Scholarly detective work places the Avadhūta Gītā firmly in the medieval era of India’s spiritual landscape, most likely between the 12th and 15th centuries CE. While tradition attributes its verses to Dattātreya, that legendary sage’s timeless aura makes dating tricky. Manuscript evidence and linguistic style, however, reveal unmistakable markers of the same period when śaiva and vaiṣṇava currents were weaving rich strands into non-dual thought.

Fragments of the text emerge in commentaries from the 16th and 17th centuries, hinting at a vibrant oral circulation long before scribes put quill to palm leaf. Its Sanskrit, studded with colloquial flourishes and fearless paradoxes, bears the stamp of medieval poets who weren’t afraid to break the mold. Those echoes of everyday speech—“drop the world like a hot potato”—give away a post-classical sensibility rather than the austere grammar of early Upaniṣads.

This timeframe also syncs with the rise of the Nāth and Kaula traditions, where wandering adepts celebrated spontaneous revelation over ritual drudgery.
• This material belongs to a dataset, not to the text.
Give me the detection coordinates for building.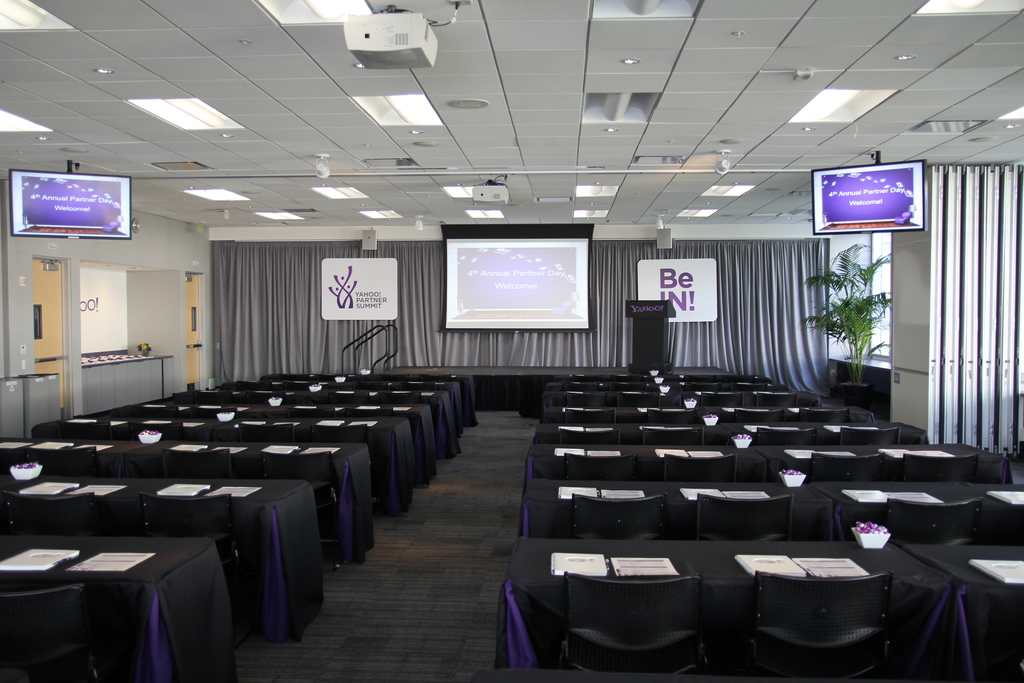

Their influence seeps into the Gītā’s every line, celebrating the boundless Self with a clarity that still gives modern seekers a shot in the arm. Today’s global interest in non-dual awareness—from weekend mindfulness retreats to viral social-media threads—stands on the shoulders of such medieval gems.
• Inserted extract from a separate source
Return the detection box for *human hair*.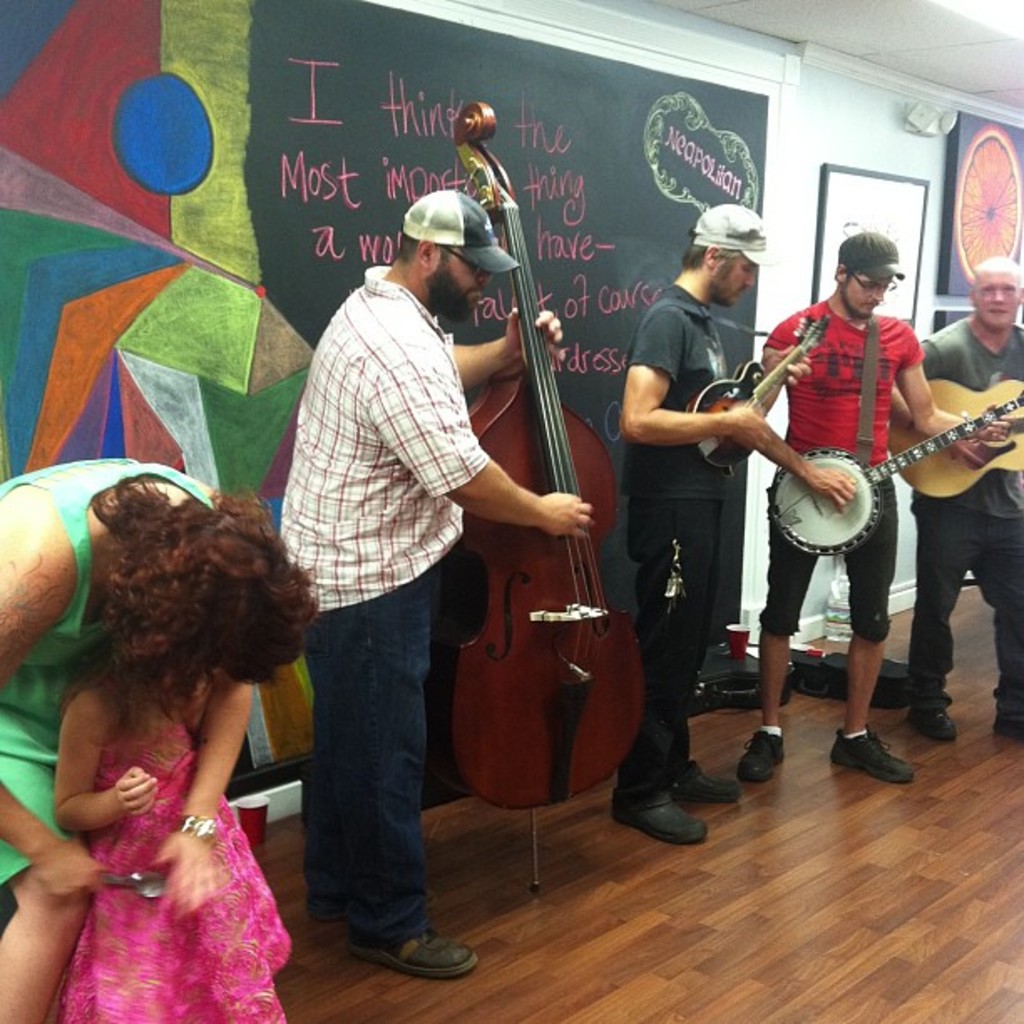
{"x1": 974, "y1": 249, "x2": 1017, "y2": 283}.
So, while the Avadhūta Gītā speaks as if echoing from primeval wisdom, its actual composition blooms in those bustling centuries when India’s bhakti, tantra and haṭha yoga movements were cross-pollinating like never before. That blend of spontaneity and scholarship, stitched together by charismatic mendicants, produced the radiant text that keeps inspiring fresh generations.